(Docu-drama 1 x 94 min) Movie of the week

Despite its electronic gates and high tech security, Mecklenberg, Virginia’s “escape-proof” Death Row is a cage, and the men who reside there are animals. But one Spring day in 1984, some of the animals got out…

In late October of 1983, a group of inmates slated for death launched the elaborate scheme that would set them free. Each of the six were assigned a specific task that included intelligence gathering, weapons fabrication, and intense strategy. On May 31, 1984, an inmate grabbed a guard and put a shank (a prison knife constructed from strips of metal) to his throat. It was 9:00 pm, and the escape had begun. The conspirators forced their captive to use the telephone to summon more guards, who were each taken hostage and ordered to strip and hand over all their cash. With a knife at his throat, Lt. Larry Hawkins ordered a van brought around to the prison gate. Meanwhile, the inmates changed into the guards’ uniforms, loaded a television onto a canvas stretcher, covered it with a blanket, and approached the front gate with the stretcher, yelling, “We’ve got a bomb here!” The disguised inmates sprayed the “bomb” with a fire extinguisher for dramatic effect and loaded it onto the van. Perimeter guards ran in terror as six condemned prisoners drove out the front gate of a maximum security prison in plain sight. It was the only mass escape from Death Row in U.S. history.

It was 30 minutes before the hostages could free themselves and raise the alarm. By then, all six escapees had made it to North Carolina, where they ditched the get-away van and split up into pairs. The entire East Coast of the U.S. was terrified for weeks, hoping the convicts would be caught before they killed again. Two of the six were apprehended at a coin laundry in the small town of Warrenton, while two others made it all the way to Vermont before being arrested after robbing a small store. Only the Briley brothers remained at large. Credited with 25 murders between them, Linwood and J.B. Briley were the deadliest of the escapees. Telephone records linked them to a run-down section of Philadelphia, and on the evening of June 19th, FBI Agents arrested the last two convicts in the mass escape. It would be their only escape attempt. All six would eventually die in the electric chair.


The answer must be every line of the records below that holds the word "Gordon".

__AVAILABLE RECORDS__:

■ ■ ■ ■ ■ ■ ■

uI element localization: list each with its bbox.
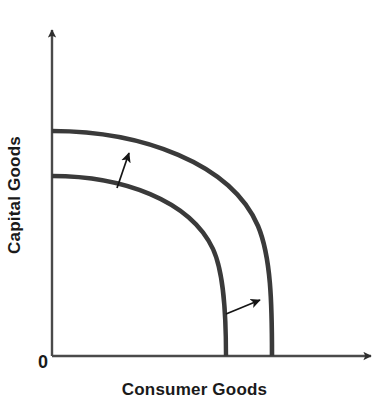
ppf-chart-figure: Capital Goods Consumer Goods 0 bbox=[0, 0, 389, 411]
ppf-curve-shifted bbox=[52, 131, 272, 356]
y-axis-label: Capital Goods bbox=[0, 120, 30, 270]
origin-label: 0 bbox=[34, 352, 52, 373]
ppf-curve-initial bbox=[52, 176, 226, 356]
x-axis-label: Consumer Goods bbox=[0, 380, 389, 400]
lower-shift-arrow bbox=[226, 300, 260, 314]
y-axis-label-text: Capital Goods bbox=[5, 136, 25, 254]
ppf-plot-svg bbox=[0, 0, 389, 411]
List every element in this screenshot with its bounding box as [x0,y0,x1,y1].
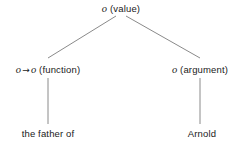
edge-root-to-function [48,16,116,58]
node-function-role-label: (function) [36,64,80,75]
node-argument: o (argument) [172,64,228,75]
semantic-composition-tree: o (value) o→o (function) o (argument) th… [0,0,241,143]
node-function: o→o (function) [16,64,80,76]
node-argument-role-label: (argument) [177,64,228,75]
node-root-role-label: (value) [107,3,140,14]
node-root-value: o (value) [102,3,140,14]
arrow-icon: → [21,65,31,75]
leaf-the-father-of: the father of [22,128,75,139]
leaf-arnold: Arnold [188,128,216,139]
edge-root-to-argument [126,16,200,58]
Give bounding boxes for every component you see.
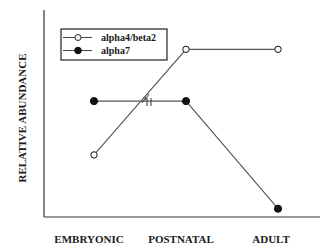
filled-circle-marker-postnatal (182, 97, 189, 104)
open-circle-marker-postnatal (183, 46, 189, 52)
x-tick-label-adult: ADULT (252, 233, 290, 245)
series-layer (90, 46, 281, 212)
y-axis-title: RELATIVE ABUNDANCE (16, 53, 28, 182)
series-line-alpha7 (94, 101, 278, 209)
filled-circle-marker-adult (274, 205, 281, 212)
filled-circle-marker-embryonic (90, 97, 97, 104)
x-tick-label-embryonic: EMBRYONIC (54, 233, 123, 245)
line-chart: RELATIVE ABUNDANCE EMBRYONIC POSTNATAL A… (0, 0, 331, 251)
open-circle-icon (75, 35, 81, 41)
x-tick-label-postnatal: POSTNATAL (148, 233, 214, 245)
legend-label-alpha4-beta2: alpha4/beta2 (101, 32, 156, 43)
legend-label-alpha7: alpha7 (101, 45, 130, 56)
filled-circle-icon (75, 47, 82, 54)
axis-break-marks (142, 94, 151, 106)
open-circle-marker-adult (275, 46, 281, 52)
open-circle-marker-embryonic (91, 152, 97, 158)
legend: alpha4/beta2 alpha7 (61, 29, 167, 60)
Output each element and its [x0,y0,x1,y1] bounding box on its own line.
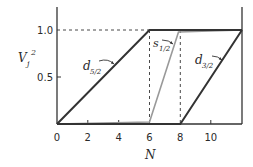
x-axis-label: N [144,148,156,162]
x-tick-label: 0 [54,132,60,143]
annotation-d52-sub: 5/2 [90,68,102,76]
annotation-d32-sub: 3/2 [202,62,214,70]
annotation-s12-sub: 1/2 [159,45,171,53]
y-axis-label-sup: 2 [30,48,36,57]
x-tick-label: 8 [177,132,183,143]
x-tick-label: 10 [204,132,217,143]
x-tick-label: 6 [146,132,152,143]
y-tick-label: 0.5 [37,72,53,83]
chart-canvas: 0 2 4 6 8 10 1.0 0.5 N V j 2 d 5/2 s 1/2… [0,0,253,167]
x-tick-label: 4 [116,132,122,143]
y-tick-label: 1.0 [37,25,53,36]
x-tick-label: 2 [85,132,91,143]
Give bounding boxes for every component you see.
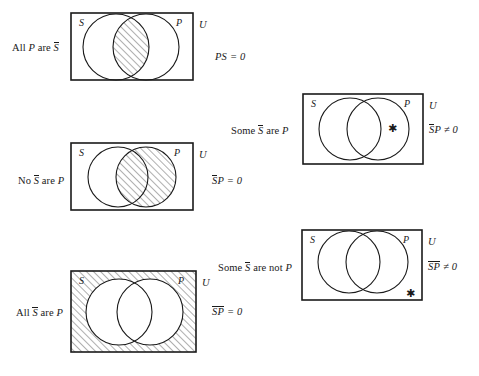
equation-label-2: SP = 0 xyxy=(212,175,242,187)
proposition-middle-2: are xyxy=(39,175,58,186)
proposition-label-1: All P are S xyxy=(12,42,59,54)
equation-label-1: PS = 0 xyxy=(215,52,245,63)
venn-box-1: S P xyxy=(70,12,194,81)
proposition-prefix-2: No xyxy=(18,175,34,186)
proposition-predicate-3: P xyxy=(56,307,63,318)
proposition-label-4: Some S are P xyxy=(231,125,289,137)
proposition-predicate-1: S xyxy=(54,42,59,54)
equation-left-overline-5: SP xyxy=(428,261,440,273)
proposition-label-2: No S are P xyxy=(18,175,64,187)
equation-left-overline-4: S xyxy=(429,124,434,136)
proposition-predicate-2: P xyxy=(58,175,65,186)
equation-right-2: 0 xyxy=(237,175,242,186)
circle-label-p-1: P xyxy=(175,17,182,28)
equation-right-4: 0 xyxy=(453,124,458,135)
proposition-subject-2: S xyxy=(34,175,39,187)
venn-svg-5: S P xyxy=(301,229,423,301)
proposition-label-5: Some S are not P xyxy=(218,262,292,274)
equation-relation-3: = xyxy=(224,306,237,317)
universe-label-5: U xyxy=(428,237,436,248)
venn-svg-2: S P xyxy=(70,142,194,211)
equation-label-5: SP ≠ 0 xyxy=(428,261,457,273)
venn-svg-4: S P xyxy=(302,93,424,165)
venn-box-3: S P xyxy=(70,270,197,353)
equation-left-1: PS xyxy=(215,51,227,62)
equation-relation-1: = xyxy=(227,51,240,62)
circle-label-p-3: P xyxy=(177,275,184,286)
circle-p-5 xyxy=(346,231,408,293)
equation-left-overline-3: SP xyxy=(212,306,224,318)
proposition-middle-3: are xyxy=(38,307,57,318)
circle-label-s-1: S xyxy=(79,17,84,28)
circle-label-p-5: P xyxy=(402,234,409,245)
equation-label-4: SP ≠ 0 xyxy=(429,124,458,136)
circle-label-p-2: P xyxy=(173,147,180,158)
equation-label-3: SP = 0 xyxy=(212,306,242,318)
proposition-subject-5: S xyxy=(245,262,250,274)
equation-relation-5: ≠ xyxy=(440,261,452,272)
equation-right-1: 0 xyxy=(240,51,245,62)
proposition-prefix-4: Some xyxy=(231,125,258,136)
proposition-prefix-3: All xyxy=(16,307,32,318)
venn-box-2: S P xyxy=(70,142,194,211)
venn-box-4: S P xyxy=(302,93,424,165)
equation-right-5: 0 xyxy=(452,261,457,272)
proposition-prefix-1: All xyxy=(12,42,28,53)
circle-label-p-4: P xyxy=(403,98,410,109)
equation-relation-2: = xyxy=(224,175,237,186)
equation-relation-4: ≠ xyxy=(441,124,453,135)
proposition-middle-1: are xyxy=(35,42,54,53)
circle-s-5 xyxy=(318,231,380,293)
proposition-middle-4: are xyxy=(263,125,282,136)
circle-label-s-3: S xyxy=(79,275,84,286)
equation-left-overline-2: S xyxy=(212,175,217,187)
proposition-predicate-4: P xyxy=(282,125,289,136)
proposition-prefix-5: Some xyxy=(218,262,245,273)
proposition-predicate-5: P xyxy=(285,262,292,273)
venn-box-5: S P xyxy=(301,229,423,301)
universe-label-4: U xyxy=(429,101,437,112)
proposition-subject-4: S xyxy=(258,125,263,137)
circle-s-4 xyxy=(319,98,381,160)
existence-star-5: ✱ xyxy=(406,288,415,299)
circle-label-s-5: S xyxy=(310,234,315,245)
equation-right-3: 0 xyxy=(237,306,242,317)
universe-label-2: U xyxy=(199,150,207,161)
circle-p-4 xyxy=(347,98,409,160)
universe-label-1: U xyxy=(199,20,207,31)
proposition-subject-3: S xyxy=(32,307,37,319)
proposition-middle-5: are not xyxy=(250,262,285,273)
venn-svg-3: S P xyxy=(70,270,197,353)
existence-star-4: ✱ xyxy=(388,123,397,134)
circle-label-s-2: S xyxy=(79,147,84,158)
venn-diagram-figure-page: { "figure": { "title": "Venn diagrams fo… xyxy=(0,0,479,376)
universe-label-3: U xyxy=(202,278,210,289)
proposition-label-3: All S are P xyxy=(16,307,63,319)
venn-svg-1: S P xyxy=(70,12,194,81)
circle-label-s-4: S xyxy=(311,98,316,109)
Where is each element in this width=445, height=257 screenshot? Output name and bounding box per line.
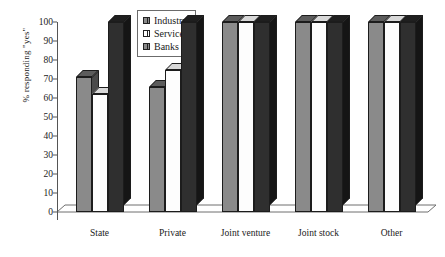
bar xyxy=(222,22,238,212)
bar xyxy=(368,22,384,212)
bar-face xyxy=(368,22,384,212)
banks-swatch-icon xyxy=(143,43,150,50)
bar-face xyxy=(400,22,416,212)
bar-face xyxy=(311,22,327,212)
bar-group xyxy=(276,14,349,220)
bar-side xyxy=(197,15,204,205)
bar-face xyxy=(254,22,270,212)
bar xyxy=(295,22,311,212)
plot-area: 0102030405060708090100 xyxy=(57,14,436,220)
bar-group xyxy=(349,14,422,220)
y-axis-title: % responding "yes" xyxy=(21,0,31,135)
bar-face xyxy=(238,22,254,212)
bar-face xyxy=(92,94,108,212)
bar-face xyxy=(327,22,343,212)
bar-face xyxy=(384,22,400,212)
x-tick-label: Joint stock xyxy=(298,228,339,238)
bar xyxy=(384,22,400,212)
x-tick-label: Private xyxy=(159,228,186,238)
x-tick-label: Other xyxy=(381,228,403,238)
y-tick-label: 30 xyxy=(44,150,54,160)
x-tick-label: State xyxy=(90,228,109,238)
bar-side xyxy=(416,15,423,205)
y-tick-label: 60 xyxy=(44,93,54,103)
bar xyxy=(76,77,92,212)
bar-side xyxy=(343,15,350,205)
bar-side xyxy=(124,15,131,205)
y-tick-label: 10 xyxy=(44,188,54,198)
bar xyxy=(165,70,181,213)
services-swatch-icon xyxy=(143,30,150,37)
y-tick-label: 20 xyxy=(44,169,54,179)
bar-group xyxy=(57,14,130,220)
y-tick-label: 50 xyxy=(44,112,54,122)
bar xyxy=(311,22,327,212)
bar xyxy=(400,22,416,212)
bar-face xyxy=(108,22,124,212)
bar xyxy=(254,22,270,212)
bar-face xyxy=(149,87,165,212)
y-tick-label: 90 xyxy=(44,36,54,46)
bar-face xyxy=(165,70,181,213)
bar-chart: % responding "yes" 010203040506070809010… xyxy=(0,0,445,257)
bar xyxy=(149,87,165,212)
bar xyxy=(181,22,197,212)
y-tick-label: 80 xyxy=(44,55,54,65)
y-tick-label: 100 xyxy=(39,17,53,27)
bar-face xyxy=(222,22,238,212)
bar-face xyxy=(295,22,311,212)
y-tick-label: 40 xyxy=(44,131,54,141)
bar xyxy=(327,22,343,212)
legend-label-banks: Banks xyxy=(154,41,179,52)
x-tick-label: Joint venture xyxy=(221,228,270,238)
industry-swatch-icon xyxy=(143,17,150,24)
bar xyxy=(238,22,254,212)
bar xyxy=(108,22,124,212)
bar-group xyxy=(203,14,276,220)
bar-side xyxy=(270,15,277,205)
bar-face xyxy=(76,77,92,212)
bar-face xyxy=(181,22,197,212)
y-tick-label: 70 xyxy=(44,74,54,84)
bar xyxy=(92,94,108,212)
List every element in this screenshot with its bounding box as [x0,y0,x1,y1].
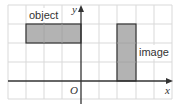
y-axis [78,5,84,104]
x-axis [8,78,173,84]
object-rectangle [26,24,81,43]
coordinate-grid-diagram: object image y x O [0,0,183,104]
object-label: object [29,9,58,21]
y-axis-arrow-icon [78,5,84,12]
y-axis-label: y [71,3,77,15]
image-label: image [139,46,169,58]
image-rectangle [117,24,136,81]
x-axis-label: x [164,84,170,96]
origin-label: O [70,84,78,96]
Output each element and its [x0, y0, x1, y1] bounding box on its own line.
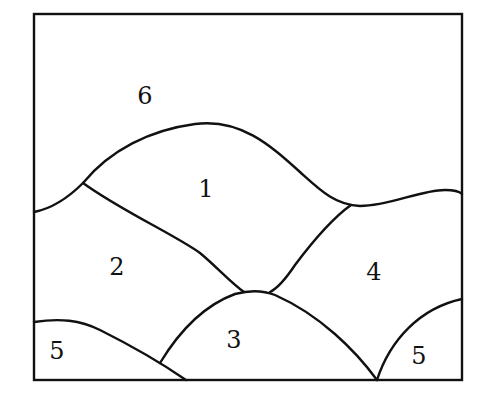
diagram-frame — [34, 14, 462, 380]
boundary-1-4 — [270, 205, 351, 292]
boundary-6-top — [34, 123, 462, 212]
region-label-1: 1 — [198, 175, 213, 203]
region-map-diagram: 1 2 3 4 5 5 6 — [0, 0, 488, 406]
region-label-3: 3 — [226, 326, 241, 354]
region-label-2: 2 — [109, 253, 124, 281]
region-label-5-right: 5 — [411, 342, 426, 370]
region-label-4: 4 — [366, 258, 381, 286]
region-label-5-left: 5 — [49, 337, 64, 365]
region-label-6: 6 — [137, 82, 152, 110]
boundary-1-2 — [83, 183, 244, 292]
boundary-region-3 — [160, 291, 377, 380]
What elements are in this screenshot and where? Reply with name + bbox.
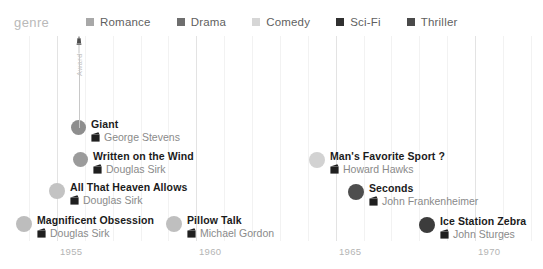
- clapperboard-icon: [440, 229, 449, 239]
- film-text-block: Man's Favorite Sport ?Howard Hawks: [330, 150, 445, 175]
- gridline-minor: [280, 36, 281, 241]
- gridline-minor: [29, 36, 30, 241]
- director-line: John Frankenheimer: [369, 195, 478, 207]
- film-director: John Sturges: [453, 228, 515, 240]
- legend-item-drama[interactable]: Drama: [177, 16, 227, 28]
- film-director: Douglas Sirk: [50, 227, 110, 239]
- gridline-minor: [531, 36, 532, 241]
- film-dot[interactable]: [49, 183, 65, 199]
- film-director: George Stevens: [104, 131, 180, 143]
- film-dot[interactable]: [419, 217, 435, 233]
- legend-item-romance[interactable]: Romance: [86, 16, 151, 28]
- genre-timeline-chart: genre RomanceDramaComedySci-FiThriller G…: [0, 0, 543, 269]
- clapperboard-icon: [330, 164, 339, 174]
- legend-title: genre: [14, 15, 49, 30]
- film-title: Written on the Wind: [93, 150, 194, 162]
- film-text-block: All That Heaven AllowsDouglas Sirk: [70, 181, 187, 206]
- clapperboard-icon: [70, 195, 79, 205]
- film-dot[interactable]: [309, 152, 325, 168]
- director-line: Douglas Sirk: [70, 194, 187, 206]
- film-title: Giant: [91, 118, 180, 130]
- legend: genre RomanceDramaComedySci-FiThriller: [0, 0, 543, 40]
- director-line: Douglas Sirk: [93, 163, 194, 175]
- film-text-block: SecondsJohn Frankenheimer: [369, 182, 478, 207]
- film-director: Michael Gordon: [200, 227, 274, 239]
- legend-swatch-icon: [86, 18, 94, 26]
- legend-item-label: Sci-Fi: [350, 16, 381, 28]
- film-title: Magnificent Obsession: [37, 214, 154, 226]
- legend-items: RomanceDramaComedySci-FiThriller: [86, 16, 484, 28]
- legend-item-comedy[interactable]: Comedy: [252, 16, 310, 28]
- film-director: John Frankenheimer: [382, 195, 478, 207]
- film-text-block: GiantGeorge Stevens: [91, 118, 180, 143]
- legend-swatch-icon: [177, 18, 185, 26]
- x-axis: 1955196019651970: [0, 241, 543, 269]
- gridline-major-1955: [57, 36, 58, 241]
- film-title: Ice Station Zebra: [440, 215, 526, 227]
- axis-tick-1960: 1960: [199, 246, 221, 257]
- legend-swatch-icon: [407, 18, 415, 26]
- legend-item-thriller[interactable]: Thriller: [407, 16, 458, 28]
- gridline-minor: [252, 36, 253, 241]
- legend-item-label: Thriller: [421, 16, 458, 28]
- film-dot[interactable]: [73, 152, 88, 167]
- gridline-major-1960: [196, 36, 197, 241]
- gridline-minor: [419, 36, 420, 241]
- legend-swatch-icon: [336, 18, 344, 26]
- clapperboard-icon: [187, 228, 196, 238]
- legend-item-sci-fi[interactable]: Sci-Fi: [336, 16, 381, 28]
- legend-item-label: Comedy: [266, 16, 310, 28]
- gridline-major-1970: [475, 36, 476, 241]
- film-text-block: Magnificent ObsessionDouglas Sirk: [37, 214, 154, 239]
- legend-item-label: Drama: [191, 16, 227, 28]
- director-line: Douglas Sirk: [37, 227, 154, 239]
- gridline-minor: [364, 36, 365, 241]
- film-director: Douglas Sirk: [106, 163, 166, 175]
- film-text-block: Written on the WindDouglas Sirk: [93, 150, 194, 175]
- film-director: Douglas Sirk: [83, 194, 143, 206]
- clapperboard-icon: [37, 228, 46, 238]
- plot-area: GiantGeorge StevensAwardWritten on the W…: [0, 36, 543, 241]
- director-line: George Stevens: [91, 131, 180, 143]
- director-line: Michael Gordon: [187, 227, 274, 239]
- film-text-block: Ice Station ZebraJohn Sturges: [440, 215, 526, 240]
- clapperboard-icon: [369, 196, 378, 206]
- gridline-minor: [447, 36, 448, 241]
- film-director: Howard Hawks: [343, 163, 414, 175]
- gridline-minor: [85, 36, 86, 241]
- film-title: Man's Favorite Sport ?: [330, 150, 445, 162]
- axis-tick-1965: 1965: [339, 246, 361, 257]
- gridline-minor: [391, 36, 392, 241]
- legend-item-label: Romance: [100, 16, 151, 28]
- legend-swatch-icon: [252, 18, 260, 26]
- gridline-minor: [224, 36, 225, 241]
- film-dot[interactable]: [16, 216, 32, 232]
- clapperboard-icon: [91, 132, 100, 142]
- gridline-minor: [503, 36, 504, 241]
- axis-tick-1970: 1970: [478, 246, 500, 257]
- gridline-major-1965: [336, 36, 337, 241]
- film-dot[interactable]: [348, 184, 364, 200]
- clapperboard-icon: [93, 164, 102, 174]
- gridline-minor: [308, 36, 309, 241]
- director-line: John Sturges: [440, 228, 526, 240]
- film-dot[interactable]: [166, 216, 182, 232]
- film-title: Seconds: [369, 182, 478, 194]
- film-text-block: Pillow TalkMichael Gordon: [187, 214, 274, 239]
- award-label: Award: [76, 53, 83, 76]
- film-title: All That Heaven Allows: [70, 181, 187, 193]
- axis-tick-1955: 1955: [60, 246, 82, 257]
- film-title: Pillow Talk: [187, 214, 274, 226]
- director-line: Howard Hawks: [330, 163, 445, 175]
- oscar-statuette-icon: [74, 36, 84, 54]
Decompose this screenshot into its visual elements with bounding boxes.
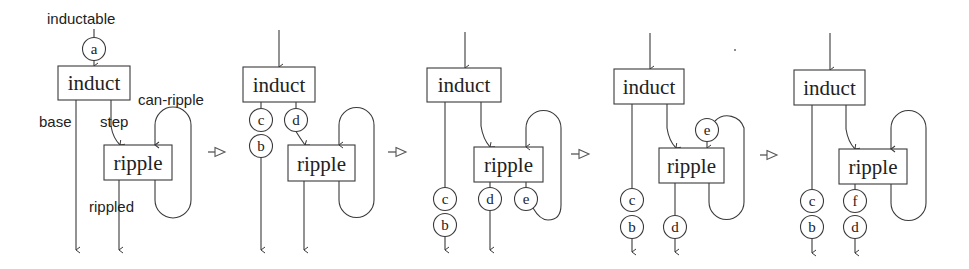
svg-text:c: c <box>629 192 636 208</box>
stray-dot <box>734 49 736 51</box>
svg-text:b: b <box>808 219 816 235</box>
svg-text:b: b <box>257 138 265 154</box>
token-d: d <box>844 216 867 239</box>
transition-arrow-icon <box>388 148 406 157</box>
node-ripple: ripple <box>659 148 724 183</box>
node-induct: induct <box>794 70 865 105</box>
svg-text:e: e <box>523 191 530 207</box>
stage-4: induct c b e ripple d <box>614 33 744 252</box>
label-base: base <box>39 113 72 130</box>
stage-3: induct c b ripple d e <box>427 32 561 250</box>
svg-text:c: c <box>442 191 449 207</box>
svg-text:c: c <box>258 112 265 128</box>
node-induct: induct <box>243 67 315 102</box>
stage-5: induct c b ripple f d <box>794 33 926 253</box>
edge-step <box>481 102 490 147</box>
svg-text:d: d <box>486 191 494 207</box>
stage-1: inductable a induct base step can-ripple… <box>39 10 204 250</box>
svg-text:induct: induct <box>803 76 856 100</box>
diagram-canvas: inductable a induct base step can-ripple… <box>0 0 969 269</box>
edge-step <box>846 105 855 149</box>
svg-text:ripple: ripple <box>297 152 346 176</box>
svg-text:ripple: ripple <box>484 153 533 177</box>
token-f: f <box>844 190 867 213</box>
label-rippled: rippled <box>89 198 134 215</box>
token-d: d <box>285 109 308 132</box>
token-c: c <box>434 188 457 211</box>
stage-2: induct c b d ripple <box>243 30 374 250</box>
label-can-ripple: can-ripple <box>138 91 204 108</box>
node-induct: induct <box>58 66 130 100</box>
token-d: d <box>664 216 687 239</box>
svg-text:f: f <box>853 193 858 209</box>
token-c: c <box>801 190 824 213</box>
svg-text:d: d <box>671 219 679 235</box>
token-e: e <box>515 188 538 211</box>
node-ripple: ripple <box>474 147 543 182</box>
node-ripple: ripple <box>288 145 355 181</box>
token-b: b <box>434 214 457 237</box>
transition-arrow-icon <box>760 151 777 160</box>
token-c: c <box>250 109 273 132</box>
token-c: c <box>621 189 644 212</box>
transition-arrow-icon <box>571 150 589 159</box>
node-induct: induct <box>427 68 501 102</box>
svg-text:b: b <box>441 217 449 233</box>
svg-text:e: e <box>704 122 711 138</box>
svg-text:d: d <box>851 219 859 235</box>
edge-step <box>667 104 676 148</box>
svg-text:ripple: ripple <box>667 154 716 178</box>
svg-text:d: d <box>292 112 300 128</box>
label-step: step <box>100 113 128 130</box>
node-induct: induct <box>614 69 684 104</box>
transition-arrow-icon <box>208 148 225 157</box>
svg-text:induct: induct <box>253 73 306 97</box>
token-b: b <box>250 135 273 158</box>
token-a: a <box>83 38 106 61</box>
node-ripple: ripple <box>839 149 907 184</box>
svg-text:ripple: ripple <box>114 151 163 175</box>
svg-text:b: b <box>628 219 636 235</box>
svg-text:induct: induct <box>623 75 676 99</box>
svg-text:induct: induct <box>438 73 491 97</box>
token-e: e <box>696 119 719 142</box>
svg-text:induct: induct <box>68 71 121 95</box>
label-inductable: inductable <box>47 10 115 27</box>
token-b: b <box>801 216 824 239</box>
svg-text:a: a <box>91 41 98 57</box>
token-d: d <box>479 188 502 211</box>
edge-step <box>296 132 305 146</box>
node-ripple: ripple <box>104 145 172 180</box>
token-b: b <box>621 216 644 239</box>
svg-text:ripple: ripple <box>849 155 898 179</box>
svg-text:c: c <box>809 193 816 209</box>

■ ■ ■ ■ ■ ■ ■

__EXERCISE RESPONSE__:
- film-director: Michael Gordon: [200, 227, 274, 239]
- director-line: Michael Gordon: [187, 227, 274, 239]
- film-text-block: Pillow TalkMichael Gordon: [187, 214, 274, 239]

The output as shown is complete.